Slayton does a remarkable job of recreating the time, a time not so long ago, when to be Irish Catholic was to be a second-class citizen (arguably a class cohabited by Italians and other Mediterranean immigrants and a class above that of blacks). Slayton writes history in a lyrical manner that at times reaches the prose heights of a William Kennedy novel. The tales of the Lower East Side teem with energy and the description of the Fulton Fish Market bristles with brine. Slayton makes the time come alive, introducing fascinating characters and allowing enough whiffs of hardship and degradation to set the tone without overwhelming.
He builds up Smith as a magnetic character and seduces the reader into near blind love for the man: the son of immigrants who dragged himself up by the bootstraps, who loved his mother and animals and loved his wife her whole life even when she went from stunning to fat.
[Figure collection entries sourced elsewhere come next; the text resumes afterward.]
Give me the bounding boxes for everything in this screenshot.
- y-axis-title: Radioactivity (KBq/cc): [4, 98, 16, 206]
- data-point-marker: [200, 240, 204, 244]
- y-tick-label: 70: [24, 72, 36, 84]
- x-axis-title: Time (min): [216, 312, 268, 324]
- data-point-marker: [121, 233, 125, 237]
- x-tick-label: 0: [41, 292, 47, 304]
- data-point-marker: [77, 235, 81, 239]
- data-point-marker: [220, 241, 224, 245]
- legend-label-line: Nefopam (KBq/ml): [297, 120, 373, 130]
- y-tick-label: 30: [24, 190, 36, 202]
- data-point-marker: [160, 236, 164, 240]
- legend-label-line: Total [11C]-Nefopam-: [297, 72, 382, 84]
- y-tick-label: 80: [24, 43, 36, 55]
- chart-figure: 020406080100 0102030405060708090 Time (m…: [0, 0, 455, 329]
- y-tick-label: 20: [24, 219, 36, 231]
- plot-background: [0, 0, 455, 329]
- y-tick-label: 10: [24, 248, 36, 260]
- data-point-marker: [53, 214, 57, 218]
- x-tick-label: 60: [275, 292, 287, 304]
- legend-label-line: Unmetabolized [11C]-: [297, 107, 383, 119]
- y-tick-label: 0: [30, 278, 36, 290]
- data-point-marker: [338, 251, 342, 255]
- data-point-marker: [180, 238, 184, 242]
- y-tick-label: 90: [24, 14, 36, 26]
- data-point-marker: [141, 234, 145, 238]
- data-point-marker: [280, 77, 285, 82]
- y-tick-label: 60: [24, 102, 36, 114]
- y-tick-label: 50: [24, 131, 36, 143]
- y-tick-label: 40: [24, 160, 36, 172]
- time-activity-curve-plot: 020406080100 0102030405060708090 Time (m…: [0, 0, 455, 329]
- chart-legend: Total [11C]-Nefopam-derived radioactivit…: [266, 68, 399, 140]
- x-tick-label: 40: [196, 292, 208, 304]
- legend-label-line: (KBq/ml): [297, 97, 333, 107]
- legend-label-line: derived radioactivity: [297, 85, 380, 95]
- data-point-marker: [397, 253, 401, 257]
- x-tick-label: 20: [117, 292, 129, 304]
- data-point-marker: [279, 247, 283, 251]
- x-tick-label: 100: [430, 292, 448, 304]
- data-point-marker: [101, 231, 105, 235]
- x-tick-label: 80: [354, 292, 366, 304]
Smith was a man, Slayton tells us early in the book, who managed the political machine of Tammany Hall for the greater good of the working man, especially the Irish-American. Smith was the man who led the fight to change the workplace after the Triangle Shirtwaist Tragedy. Hurray for Al Smith.
But when the chronological tome reaches the election of 1928, Slayton allows the character to slowly unwind and faults to reveal themselves. Yes, Smith’s chances were slammed by anti-Catholic bigotry. But the reader is slowly introduced to the idea that Smith himself was as much to blame for the loss because of his failure to understand his potential constituents who lived beyond the five boroughs. Smith’s lack of political savvy was such that he lost New York State, even though he was the sitting governor (also interesting, is one of the few portraits I’ve seen presenting Herbert Hoover as an attractive candidate).
It is still a positive, captivating biography of an extraordinary man. And it is filled with tidbits, presenting a case that Smith was perhaps only half-Irish or less; speculating convincingly that he might even have been Jewish. One all too short passage glosses over Smith’s failure to take a strong stand on the question of Irish independence.
Al Smith after the loss is a tragic figure, like a retired ballplayer who can no longer hit a curve spending his days boring his friends with tales of his youth. But Smith remained a player, taking over management of the newly opened Empire State Building. And he took a final run at the former protégé who outshone him, Franklin Delano Roosevelt.
This is a fascinating book about one of our century’s most fascinating characters. And even if his family tree wasn’t as green as we grew up believing, Al Smith was one heck of an Irishman.